We opined that — of the key assets that Musk is buying — all are a bit problematic.

  • The brand name is polarizing and arguably passé
  • The subscriber base is largely populated by left-leaning media and politicos …  and woke, pro-censorship loyalists who are likely to defect from an open information platform.
  • Ditto for advertisers, many (most?) of which are likely to “go Disney” and run for the hills rather than risk being outed as inadequately woke … or worse than that, being taint-branded as supporting free speech.
  • The hardware infrastructure — computers and communications network — are in place and operation .. but replicable.
  • The softwarethink: message transmission and control algorithms — are up & running … and being managed.
  • The human assets — proficient and mission-dedicated — are the biggest question marks given their zeal for progressive politics and “moderated discourse”

That gets us to Musk’s biggest challenge: Getting the organization aligned with his “open forum” vision … and, operating for (not against) Musk’s goals.

Consider an analogy: Trump’s efforts to mobilize the Federal government to his America First agenda.

Please, let’s stipulate to, but put aside, Trump’s personality issues and focus on his policies.

Trump was actively sabotaged by the enforcement agencies — think: “Intelligence Community”, FBI, IRS — and slow-rolled by the career bureaucrats who make “the system” work (or, not work depending on your perspective).

Remember Chuckie Schumer’s admonition to Trump:

“Let me tell you, you take on the intelligence community, they have six ways from Sunday at getting back at you.” Source

It’s easy to imagine Musk running into similar roadblocks as he tries to shift Twitter 180 degrees from politically moderated  discourse  to an open forum of alternative views.

Twitter has about 7,000 employees that will need to buy into Musk’s vision.

That’s a reach given their numbers, their technical expertise, their access to the algorithms … and, oh yeah, their deeply embedded political leanings.

Getting them on board (or replaced) will be a monumental organizational transformation.
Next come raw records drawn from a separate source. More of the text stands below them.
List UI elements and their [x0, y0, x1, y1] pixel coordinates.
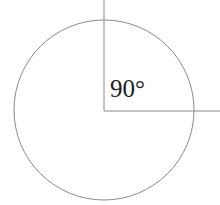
figure-canvas: [0, 0, 220, 205]
angle-measure-label: 90°: [110, 76, 145, 101]
geometry-figure: 90°: [0, 0, 220, 205]
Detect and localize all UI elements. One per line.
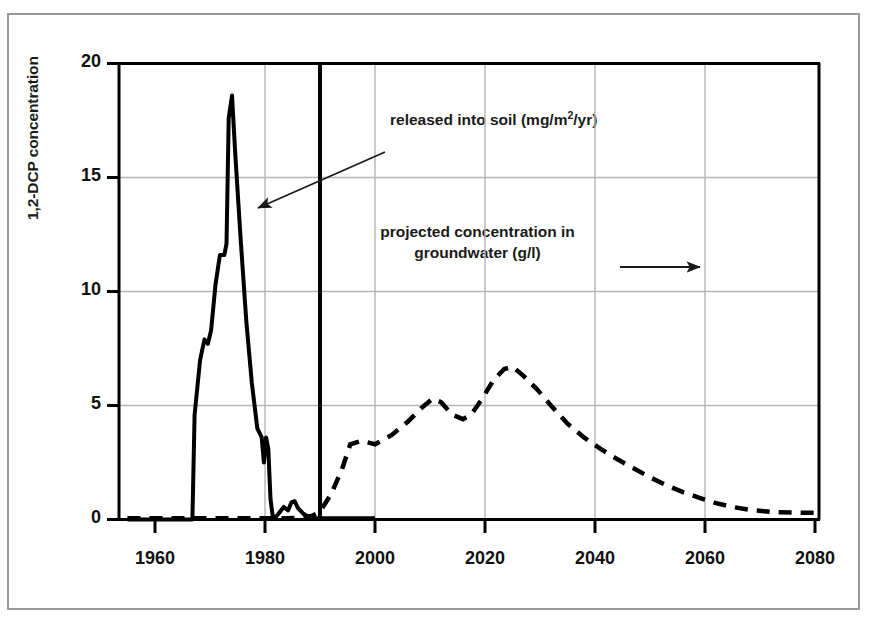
- y-axis-title-container: 1,2-DCP concentration: [14, 70, 38, 530]
- annotation-arrow-released-into-soil: [258, 152, 385, 208]
- axis-ticks: [107, 64, 815, 534]
- y-axis-title: 1,2-DCP concentration: [24, 0, 42, 220]
- x-tick-label-2080: 2080: [780, 548, 850, 569]
- axes-frame: [118, 62, 820, 520]
- x-tick-label-2000: 2000: [340, 548, 410, 569]
- x-tick-label-1960: 1960: [120, 548, 190, 569]
- x-tick-label-2060: 2060: [670, 548, 740, 569]
- annotation-released-into-soil: released into soil (mg/m2/yr): [390, 108, 597, 131]
- y-tick-label-5: 5: [55, 393, 101, 414]
- plot-area: [0, 0, 875, 632]
- x-tick-label-2020: 2020: [450, 548, 520, 569]
- annotation-released-into-soil-text: released into soil (mg/m2/yr): [390, 111, 597, 128]
- series-projected-groundwater-line: [128, 367, 816, 519]
- annotation-projected-groundwater-line2: groundwater (g/l): [414, 244, 541, 261]
- gridlines: [118, 63, 820, 520]
- x-tick-label-1980: 1980: [230, 548, 300, 569]
- x-tick-label-2040: 2040: [560, 548, 630, 569]
- series-released-into-soil-line: [128, 95, 376, 519]
- y-tick-label-0: 0: [55, 507, 101, 528]
- annotation-projected-groundwater-line1: projected concentration in: [380, 223, 575, 240]
- y-tick-label-10: 10: [55, 279, 101, 300]
- y-tick-label-15: 15: [55, 165, 101, 186]
- y-tick-label-20: 20: [55, 51, 101, 72]
- annotation-projected-groundwater: projected concentration ingroundwater (g…: [355, 221, 600, 264]
- chart-figure: 1,2-DCP concentration 20 15 10 5 0 1960 …: [0, 0, 875, 632]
The good news: If anybody can do it, it’s probably Musk.

Go get ‘em, Elon.

One Response to “For Elon, now comes the hard part.”

  1. Mike Says:

    The most important thing Musk can do on Twitter is to shut down the bots, which tended to propagate the worst of the worst on the platform. That was hard to do as a public company that needs to show growth. Those bots drive outrage, which drives scale. There are technical and policy solutions to combat those problems if you’re not afraid of the growth tradeoffs.

    Once you do that, you are left with a public square that is just people. It may be a smaller square with fewer “voices”, but they will be actual people. If he can get there, this becomes a more manageable situation and one that is safer for brand advertisers.